Diesel. I grew up partly in Bombay. There was a lot of diesel and garbage.

14 - David W. McFadden once said that books come from books, but are there any other forms that influence your work, whether nature, music, science or visual art?
The Dirty Projectors for their lyrics and rhythmic surprises, astrophysics for endlessness and Why?, and Emir Kusturica’s Time of the Gypsies because there are tiny moments of magic between impoverishment.  

15 - What other writers or writings are important for your work, or simply your life outside of your work?
It’s too hard to name a handful of people and I’d leave someone out. And since I write in every genre, included reported articles and cultural criticism, everything is inside my work. Again, everything is useful. What’s really important is just looking at art, and returning to see a piece of art repeatedly—literally dozens of times, like Hans Holbein’s Sir Thomas More at the Frick.

16 - What would you like to do that you haven't yet done?
Go to Leh in Ladakh, for the monasteries.

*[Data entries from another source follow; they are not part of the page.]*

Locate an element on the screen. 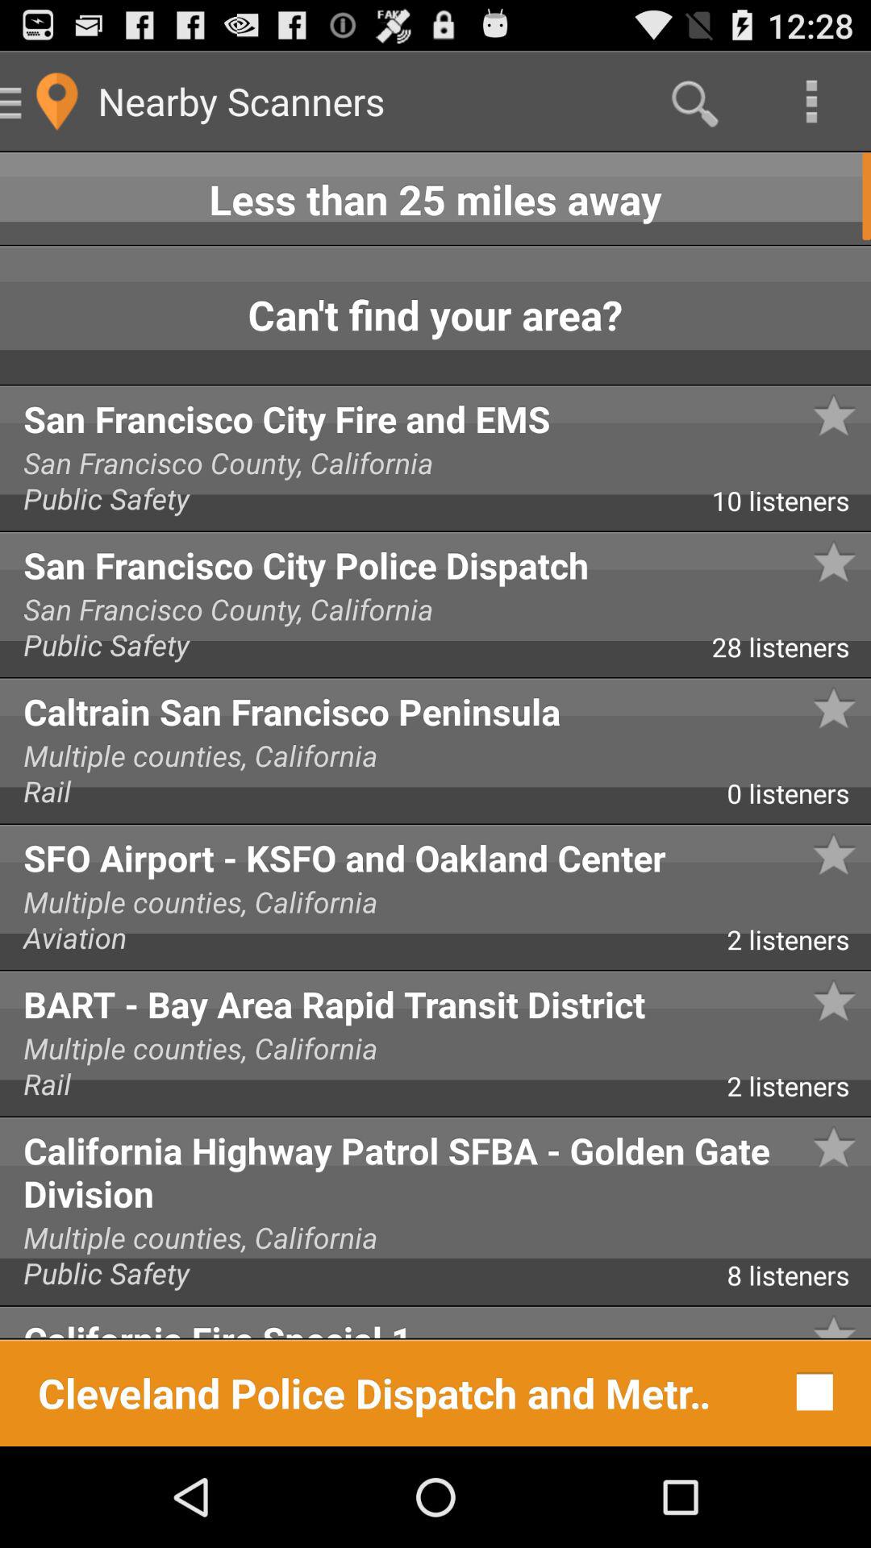  click the app above san francisco city item is located at coordinates (864, 360).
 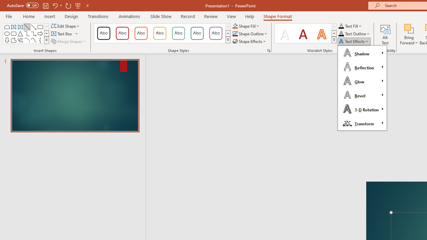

17 - If you could pick any other occupation to attempt, what would it be? Or, alternately, what do you think you would have ended up doing had you not been a writer?
I’d have liked to be a volcanologist for sheer delight and the complexity of science. Public health would be next, because then I’d have a chance to help underprivileged populations around the world.

18 - What made you write, as opposed to doing something else?
I never got interested enough in anything else and always only felt passionate about writing.

19 - What was the last great book you read? What was the last great film?
Flannery O’Connor’s The Violent Bear It Away and Jenny Erpenbeck’s The End of Days. Kore-Eda Hirokazu’s Shoplifters turned me inside out, and surprised me both compositionally and with its layered plot.

20 - What are you currently working on?
A sonnet series about California and a poem about a homeless man on a train. I’m also working on a collection of essays, so I have a few that are half-done, including one on Lanz of Salzburg nightgowns.